You are viewing your 1 free article this month. Login to read more articles.
Publishing must do more to surface and support valuable migrant voices.
I left Greece in 1999 and came to the UK to study. Since then, I’ve lived at 32 different addresses, worked in restaurants, factories and libraries, met people I would have never had the chance to meet in my home town, and written a novel. I’m one of those people who stares at the floor a lot, but once every two or three years, I look up and realise where I am. And it hits me: if you’ve never left, you’d never have done this.
That is my story. But anyone who has moved to the UK from another country, whether as a refugee or migrant, has a similar experience, sometimes more dramatic and certainly fascinating. We all carry some cultural baggage with us and often view the world through a unique outsider’s perspective. And we are 14.4% of the UK population – roughly one in seven of the crowd in your bookshop or the bored commuters on the train home. Yet while the publishing industry is slowly improving diversity, this often stops short of representing first-generation migrants and refugees at a time when they are in the public eye. Although it is hard to find data on this group directly, 91% of published authors are white, and two-thirds of those working in the industry come from professional backgrounds. By contrast, recent waves of migration have included EU citizens working in hospitality and trade, overseas care workers from Nigeria and the Philippines, and international students from China and India among other nations. As a recent Spread the Word report noted: “Do not cater only for ‘Susan’. Rethink the idea of there being a ‘core’ audience and understand that modern Britain consists of multiple audiences.”
It was to address this gap that I set up The Other Side of Hope in 2021, a literary magazine edited by refugees and migrants and containing stories written by these groups as well. The idea came to me at a time when I was both delivering creative writing workshops at a refugee charity, and also sending out short stories to literary magazines. With funding from Arts Council England, I created a team of editors. We publish poetry, fiction, non-fiction, book reviews and author interviews. So far, we’ve published three print issues and two online, with the third due to publish later this month. In January, we’ll publish Other Tongue, Mother Tongue, a separate project where writers send us their work in any language, and we publish them alongside the English translation.
While the publishing industry is slowly improving diversity, this often stops short of representing first-generation migrants and refugees at a time when they are in the public eye
The Other Side of Hope aims to be a quality literary magazine, but there are a few things we do differently. Firstly, it’s inevitable that we will have to reject many submissions, but we try to do so in a way that isn’t crushing. If we do reject a submission, we encourage them to work on the writing and send something to us again. And we don’t reject on technicalities. If someone submits without a cover letter, or doesn’t specify what genre it’s in, we’ll email back and say: “Can you tell us more?” Hopefully this way people feel more comfortable. We also avoid submission forms, because people who have dealt with the immigration system, especially those who have been in the asylum system, have filled in enough forms already.
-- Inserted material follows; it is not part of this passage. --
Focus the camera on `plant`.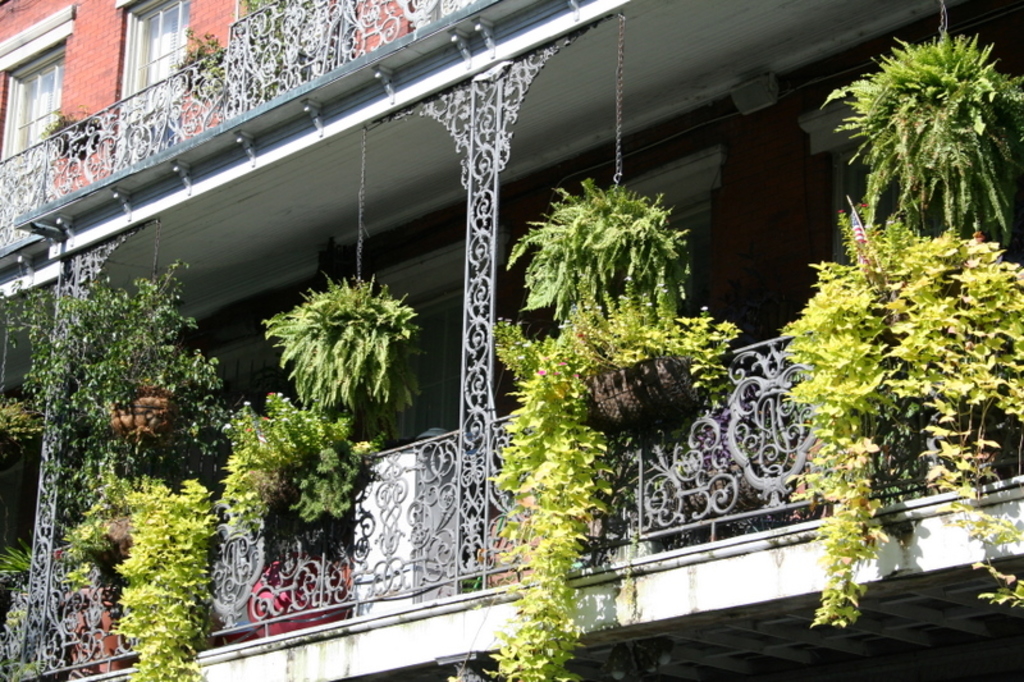
Focus region: detection(257, 279, 428, 417).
We also know that people writing in their second language often lack confidence. While we encourage them to submit the best work they can, we know that sometimes it is difficult to write perfectly. We encourage them to ask for help with proofreading. And the reason we recruited refugees and migrants to staff the editorial team is that we wanted to create opportunities in the publishing industry for editors in their second language. (Of course, there are many migrants from the Anglophone world as well). Our team includes a lecturer in Arabic literature and a Kurdish Iranian film-maker, who bring the skills they developed in their home countries to the magazine.
Several of the contributors to our magazine have gone on to publish collections or novels. The Other Side of Hope is stocked in a dozen independent bookshops around the UK, as well as countless libraries. However, when someone moves to the UK from another country, they have to build their network from scratch.
That’s why it’s not enough for us to publish the magazine. We need agents to read it, bookshops to champion it and publishers to make the representation of migrants a priority. The Other Side of Hope is working with AM Heath to identify six contributors who would benefit from one-to-ones with their agents. Elsewhere, Footnote Press and Counterpoints Arts have launched a prize for narrative non-fiction from refugee and migrant writers. It is this kind of eco-system of opportunities and constructive feedback which leads to real change.
And this isn’t simply about ticking a box – we all benefit. Our writers and editors want to touch their readers. They want to create something beautiful that enriches the lives of everyone, not just people from a refugee or migrant background, or the charities that support them. We want to reach people who like literature – even those who don’t like refugees. And by handing the pen to refugees and migrants themselves, publishers can find more interesting stories. Our magazine contains writing about the refugee experience, but it also includes pieces about falling in love while serving tables, and a story narrated by a plant.
Refugee and migrant writers might currently be marginalised, but with the publishing industry’s help, we can bring the mainstream into the margins.
Alexandros is a International Migrants Day Ambassador 2023. You can meet the others and find out about the programme here.